Worker Badly Hurt – So Why Is Workers’ Comp Claim in Doubt?
An appeals court in Illinois upheld a decision to award workers’ comp benefits to a traveling employee who was hurt before he got on the road to his first daily assignment.
The question that the court answered in the employee’s favor: Did the injury arise out of and in the course of employment?
Michael Iniquez worked for the town of Cicero as a “blight inspector.” In that role, he inspected buildings for broken windows and checked the condition of paint. He also checked the condition of garages and lawns, and he made sure rubbish was not accumulating.
Worker began day in office
At the start of each workday, Iniquez reported to Cicero’s town hall, where he typically took the stairs up to his second-floor office. Once there, he would grab his work phone and download his assignments for the day.
When he was ready, he would go down the stairs, get into his town-provided vehicle, and proceed to his first inspection. He said that on a typical workday, he would go up and down those stairs three or four times.
One morning in early July of 2018, Iniquez arrived in his office to start his workday. When he left to go to his car, he slipped off the edge of the second-floor landing and fell down the stairs.
It wasn’t a minor fall. In fact, Iniquez was not able to get up afterward. An HR employee found him lying on the stairs and called an ambulance. Iniquez was later diagnosed as having a fracture of the thoracic spine as well as a right shoulder rotator cuff tear and a right knee meniscal tear.
Arbitrator: No benefits for you
When he sought workers’ comp benefits, an arbitrator said he was not entitled to them because he was not a traveling employee when he fell and his injuries did not arise out of his employment.
A workers’ comp commission reversed that decision and said Iniquez should get benefits. It said he was a traveling employee at the time of the accident and did not lose that status just because he fell at the town hall before he left to go to his first inspection site.
The commission also said that Iniquez’s act of going down the stairs from his office to his car was reasonably foreseeable and incidental to his job duties.
A lower court upheld that determination, and the town filed an appeal.
Appeals court awards workers’ comp benefits
The appeals court the lower court’s decision that Iniquez was entitled to workers’ comp benefits. It explained that to get benefits, he had to show his injury arose out of and in the course of employment.
The town told the appeals court that benefits should be denied because the injury did not arise out of Iniquez’s employment. It reminded the court of the general rule that going up and down steps “is a neutral risk and injuries resulting therefrom are not compensable under [state workers’ comp law.]” Iniquez’s injuries did not arise out of his employment because he was not exposed to more of a risk that the general public, the town said.
Iniquez was not working as a traveling employee when he fell, it insisted.
The appeals court disagreed.
It noted that the rules for traveling employees are different when it comes to deciding whether an employee was injured in the course of and arising out of employment.
He was a traveling employee
And contrary to the town’s argument, Iniquez was a traveling employee because he needed to travel away from his employer’s premises to do his job, the court said.
A traveling employee’s injury arises out of employment if the employee is injured while doing something that was “reasonable and foreseeable by the employer,” the court explained.
The commission permissibly found that Iniquez’s conduct in going down the stairs was not only reasonable and foreseeable but also incidental to his job, the court said. Thus, his injuries arose out of employment.
There was no doubt Iniquez was injured in the course of his employment, the court added, and he thus satisfied the other prong of the applicable test.
Iniquez was a traveling employee whose injuries arose out of and in the course of his employment, the court determined.
The decision to award benefits was affirmed.
Quick note for HR
Workers’ comp law is state specific, but one rule typically applies: To get benefits, the employee must show that his injury arose out of and in the course of employment.
Town of Cicero v. Workers’ Compensation Comm’n, No. 1-23-0609WC (Ill. App. Ct. 4/5/24).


__The task__
Could you find every line in the entries below that holds the word "outline" and copy it?

[Figure record extracts]
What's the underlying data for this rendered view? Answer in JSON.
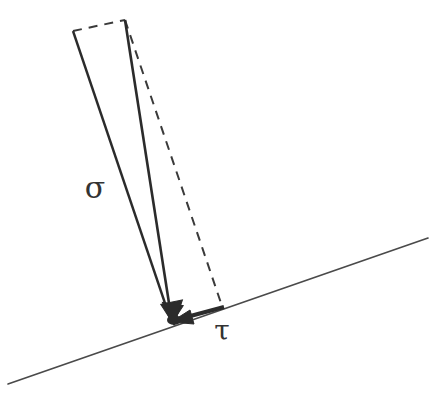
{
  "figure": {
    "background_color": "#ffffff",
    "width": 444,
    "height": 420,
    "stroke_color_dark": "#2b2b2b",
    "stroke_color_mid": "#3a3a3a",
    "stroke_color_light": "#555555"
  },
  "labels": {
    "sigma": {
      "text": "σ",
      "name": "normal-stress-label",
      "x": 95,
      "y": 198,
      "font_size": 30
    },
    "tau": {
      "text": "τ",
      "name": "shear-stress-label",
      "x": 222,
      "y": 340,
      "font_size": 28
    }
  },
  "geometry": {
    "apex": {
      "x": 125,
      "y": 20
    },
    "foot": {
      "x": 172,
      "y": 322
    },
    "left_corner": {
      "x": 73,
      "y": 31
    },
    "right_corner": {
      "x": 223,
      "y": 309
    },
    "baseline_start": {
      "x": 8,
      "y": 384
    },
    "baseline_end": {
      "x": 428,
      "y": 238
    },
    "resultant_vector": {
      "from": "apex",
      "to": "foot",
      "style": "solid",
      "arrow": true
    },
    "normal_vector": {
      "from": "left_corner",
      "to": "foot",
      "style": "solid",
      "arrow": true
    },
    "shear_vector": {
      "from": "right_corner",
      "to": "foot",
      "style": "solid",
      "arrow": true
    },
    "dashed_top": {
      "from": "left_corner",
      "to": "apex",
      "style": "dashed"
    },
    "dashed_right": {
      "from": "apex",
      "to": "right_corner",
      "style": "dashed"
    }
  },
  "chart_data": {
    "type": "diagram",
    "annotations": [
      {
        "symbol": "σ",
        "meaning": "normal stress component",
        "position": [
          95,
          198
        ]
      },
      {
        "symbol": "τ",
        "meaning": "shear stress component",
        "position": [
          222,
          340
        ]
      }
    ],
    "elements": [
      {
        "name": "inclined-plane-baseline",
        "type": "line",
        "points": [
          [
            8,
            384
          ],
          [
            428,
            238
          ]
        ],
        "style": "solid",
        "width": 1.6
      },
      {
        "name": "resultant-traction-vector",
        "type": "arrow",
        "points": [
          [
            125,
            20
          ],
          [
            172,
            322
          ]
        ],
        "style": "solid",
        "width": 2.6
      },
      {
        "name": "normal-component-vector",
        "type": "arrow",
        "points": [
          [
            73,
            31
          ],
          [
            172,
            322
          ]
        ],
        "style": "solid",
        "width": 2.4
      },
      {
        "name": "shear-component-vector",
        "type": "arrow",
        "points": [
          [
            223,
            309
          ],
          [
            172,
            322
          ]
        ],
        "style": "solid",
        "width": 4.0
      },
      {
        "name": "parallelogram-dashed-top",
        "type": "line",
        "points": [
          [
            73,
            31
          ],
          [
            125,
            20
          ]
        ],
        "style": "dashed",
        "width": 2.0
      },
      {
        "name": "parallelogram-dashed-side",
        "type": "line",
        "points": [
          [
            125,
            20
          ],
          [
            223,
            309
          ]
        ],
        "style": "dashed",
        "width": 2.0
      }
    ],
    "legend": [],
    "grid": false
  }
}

...

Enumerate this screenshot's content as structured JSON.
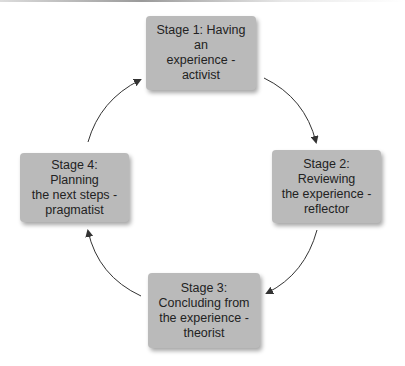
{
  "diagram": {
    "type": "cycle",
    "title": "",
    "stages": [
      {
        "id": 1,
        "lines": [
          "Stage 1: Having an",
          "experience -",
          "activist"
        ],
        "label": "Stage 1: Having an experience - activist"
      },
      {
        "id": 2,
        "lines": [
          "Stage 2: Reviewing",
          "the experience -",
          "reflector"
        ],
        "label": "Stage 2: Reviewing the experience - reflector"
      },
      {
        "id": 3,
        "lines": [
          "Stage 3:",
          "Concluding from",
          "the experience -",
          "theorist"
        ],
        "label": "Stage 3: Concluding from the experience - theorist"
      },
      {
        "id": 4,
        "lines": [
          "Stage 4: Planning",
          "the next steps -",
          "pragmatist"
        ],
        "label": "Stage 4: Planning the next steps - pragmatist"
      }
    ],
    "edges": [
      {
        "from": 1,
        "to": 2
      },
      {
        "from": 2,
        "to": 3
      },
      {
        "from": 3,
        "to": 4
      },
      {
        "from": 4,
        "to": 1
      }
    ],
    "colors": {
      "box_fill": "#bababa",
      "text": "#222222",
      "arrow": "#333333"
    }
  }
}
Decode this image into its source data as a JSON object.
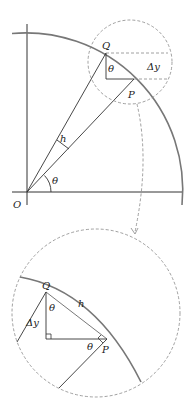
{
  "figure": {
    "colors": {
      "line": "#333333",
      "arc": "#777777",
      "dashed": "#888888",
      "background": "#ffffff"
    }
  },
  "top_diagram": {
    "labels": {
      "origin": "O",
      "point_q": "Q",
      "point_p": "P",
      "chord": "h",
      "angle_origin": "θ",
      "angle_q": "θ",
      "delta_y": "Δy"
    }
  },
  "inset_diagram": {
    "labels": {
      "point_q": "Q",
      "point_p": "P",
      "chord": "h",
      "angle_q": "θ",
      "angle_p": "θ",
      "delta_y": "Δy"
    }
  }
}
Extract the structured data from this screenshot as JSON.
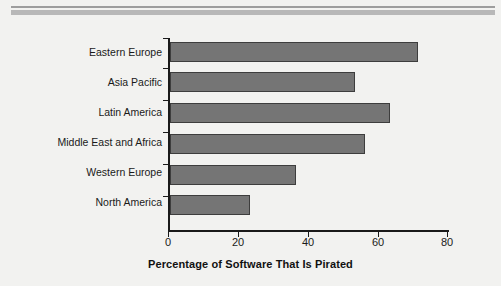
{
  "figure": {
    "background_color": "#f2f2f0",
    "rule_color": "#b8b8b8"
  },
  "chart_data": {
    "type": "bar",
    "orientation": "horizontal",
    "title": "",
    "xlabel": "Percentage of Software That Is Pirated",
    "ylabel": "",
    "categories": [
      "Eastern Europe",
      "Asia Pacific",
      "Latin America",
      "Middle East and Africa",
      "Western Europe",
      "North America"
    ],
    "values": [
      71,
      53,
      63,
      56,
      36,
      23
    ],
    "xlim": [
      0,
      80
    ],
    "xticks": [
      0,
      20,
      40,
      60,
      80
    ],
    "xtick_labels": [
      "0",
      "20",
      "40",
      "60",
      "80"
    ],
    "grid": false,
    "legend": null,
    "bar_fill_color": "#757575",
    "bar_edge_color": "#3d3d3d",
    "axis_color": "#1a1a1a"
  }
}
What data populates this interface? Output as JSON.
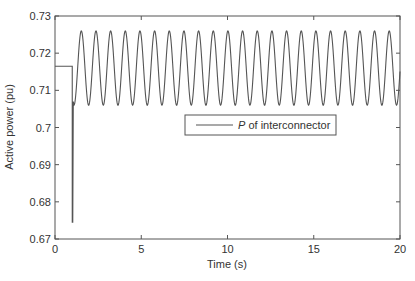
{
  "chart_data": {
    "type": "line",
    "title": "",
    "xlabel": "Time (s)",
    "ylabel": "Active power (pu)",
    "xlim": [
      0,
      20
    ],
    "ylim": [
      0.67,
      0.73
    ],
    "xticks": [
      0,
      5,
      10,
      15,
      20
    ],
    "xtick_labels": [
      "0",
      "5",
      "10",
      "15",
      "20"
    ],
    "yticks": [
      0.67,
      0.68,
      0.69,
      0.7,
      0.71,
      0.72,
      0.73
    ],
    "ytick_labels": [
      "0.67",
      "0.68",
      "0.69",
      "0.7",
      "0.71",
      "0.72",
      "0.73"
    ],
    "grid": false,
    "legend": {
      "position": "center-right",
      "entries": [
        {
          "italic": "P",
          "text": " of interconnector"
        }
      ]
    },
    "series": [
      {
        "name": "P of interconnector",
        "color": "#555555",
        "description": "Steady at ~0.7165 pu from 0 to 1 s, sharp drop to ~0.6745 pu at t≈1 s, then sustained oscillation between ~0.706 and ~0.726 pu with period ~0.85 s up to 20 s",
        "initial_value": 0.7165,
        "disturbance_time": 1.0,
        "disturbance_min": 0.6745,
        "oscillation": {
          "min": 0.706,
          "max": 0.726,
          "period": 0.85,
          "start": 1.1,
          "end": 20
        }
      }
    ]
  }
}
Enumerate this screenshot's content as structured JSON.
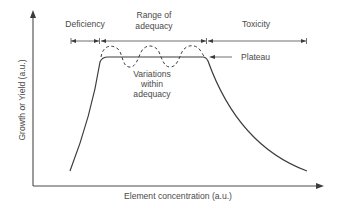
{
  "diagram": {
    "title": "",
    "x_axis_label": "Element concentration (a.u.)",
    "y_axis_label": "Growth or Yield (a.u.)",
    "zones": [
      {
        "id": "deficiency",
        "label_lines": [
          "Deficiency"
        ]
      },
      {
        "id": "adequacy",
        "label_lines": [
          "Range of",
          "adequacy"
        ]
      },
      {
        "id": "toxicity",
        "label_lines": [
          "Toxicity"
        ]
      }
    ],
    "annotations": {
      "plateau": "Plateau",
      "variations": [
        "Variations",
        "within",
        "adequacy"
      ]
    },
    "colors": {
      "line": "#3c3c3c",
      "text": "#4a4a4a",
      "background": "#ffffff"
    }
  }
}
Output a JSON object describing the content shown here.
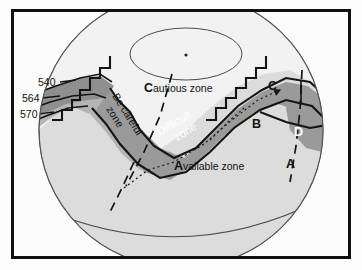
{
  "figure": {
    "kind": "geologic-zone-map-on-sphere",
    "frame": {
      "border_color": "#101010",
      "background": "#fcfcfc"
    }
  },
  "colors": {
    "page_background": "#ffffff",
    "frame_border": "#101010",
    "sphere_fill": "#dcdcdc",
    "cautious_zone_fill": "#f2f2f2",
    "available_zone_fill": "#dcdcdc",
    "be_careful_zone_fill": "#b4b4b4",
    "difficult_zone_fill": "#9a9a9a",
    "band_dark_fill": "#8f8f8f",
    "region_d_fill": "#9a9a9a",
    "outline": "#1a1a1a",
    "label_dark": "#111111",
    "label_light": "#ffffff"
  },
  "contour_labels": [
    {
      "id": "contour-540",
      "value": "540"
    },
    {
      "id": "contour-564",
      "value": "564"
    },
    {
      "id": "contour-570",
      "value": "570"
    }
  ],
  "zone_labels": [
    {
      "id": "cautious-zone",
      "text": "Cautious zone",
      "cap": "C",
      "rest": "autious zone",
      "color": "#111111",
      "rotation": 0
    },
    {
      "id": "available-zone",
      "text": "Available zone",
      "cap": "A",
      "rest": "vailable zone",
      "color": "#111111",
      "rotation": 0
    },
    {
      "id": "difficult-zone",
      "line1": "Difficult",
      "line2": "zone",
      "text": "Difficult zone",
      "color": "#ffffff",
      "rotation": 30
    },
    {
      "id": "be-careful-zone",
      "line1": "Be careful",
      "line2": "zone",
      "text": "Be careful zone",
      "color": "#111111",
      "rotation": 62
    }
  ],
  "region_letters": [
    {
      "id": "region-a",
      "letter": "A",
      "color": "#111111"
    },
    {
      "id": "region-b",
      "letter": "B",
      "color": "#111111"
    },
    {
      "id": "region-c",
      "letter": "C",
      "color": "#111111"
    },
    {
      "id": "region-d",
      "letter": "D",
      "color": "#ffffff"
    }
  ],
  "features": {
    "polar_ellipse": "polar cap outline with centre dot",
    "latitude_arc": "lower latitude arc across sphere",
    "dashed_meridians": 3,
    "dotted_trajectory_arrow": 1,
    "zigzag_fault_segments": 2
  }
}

__Your solution__
    "outline": "#1a1a1a",
    "polar_ellipse": "polar cap outline with centre dot",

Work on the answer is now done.